Someone sent me a link to a rather extreme Arminian preacher. Most who believe you can lose everlasting life think that people who believe you can’t lose your salvation still have a good chance of making it to heaven by persevering. However, this preacher thinks that the preaching of eternal security makes it very unlikely that the person believing that will persevere and make it to heaven.
The message is entitled, “Five Marks of the False-Grace Doctrine.” You can see the video here.
This statement got my attention: “The false grace or semi-universalist position is one that would adhere to the ‘once saved, always saved’ position… My belief is actually quite the opposite. My belief is ‘once saved, rarely saved.’ I believe the Bible is clear that the road is very narrow. It is not wide. And there are people who choose not to walk that narrow road. If we don’t conquer and if we don’t work out our salvation with fear and trembling, then certainly our salvation is at risk’” (29:02-29:40). He went on to cite Gal 5:16-21 and said that “This is good news because these are the sins that can keep us from heaven. Wouldn’t it be cruel if Paul or God did not reveal to us the sins that can keep us from heaven?” (29:58-30:10).
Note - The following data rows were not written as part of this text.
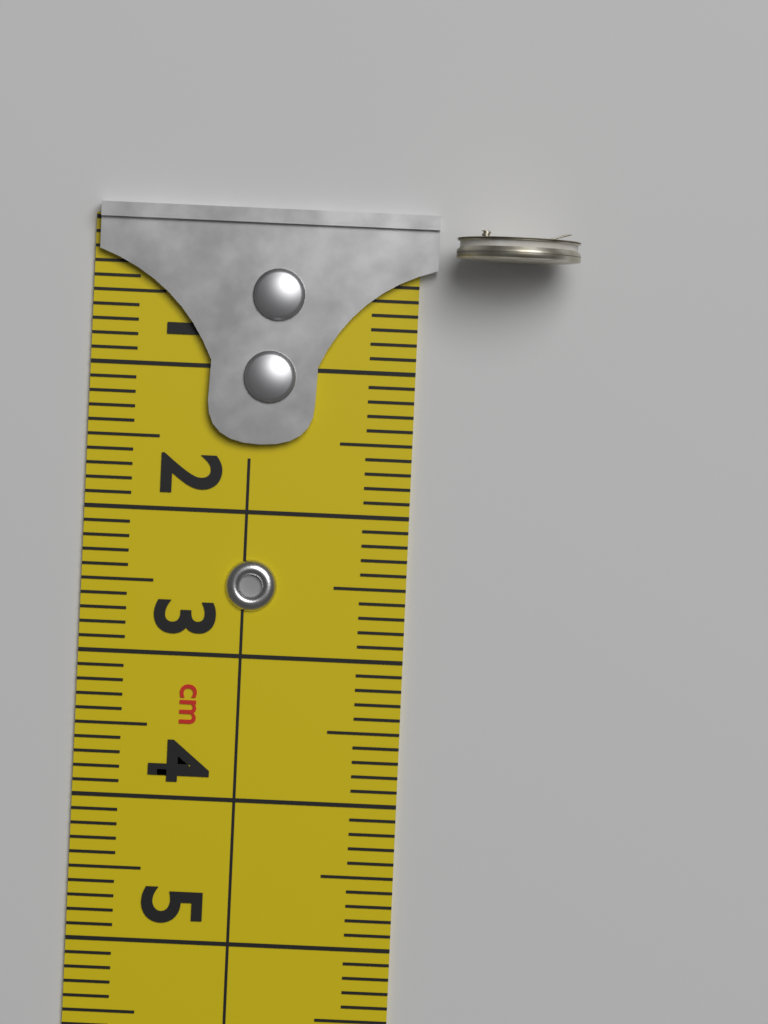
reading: 0.2 cm
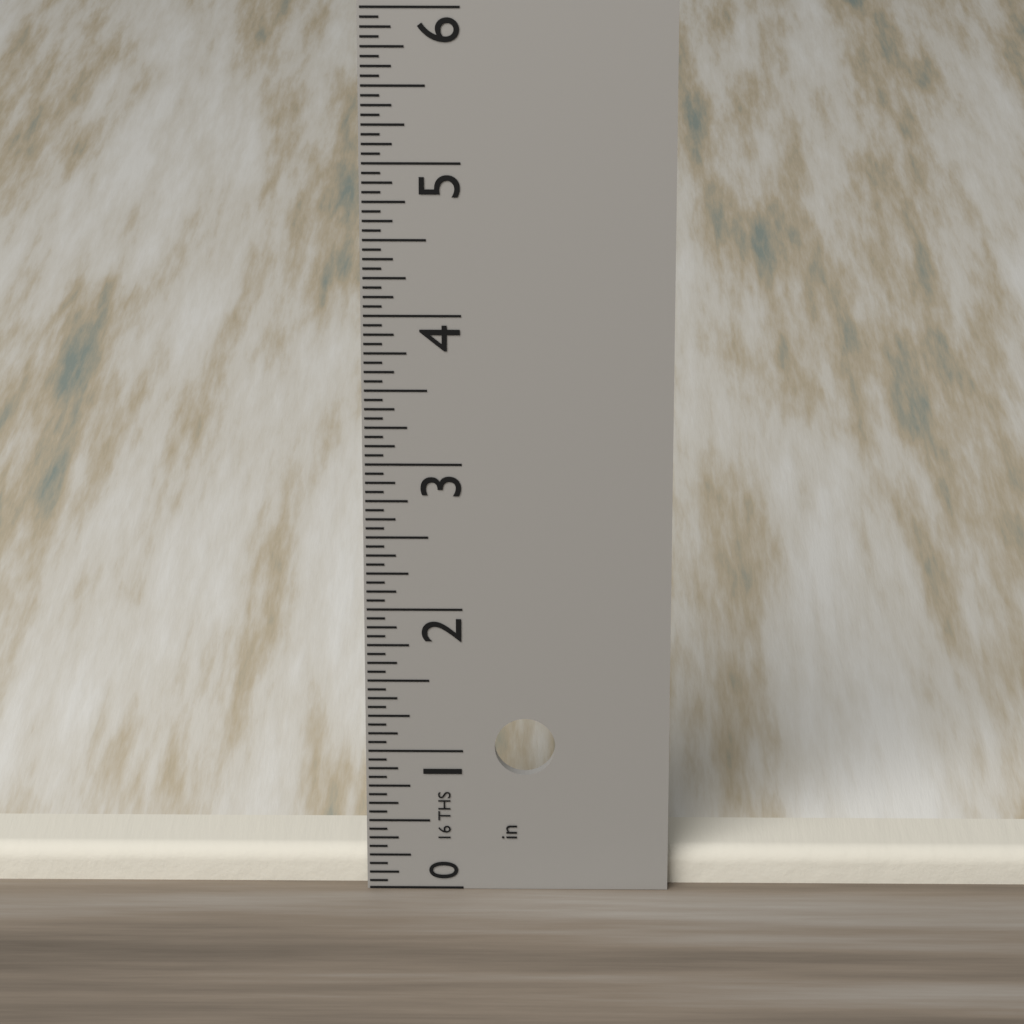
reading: 0.2500 in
Such messages now strike me as extreme. But from ages 6 to 20, I was in a cult which taught that any sin can keep us from heaven. Not just the mortal sins of Catholicism and of the preacher in this video. Any sin. And not plural sins, either. In the group I was in, one sin committed after being saved resulted in loss of salvation, and you can never get it back. The group I was in would have said that this preacher holds to the “false grace or semi-universalist position.”
But the message of John 3:16 is whoever believes in Him has everlasting life. Jesus promised that the believer will never perish. He also said the believer will never again hunger or thirst for everlasting life (John 6:35) and that the believer will never die spiritually (John 11:26).
While this preacher probably has great intentions, he is preaching a false gospel, an accursed message (Gal 1:6-9). If he in the past believed the promise of everlasting life, then he has everlasting life. But he is under God’s temporal judgment in any case. And if he has not yet believed the promise of life, then he himself is on the broad way that leads to destruction. The broad way is not the way of sinful indulgence. The broad way is the works salvation way so prevalent in all the world’s religions, including, unfortunately, many within Christianity itself.
We who believe in OSAS (once saved, always saved) do not promote semi-universalism. Far fewer people believe the Free Grace message than the message of this preacher.
We who believe in OSAS do not promote licentiousness either. While I realize that there is a small number of Free Grace people who think believers today are under no laws and no commandments, that is not true of most Free Grace people. We call people to holiness. We are motivated out of gratitude to please God. We are motivated by a desire to have God’s blessings for us and our families and to avoid the curses that come for those walking out of fellowship with God (Luke 15:11-32). We are motivated by a desire to have the Lord’s approval at the Judgment Seat of Christ (2 Cor 5:9-10). We want to be a blessing to others.
Once saved, rarely saved? Hardly. Once a person has everlasting life, he has it forever. After all, as one of my seminary professors, Dr. Charles Ryrie, liked to say, “If everlasting life could be lost, then it has the wrong name.”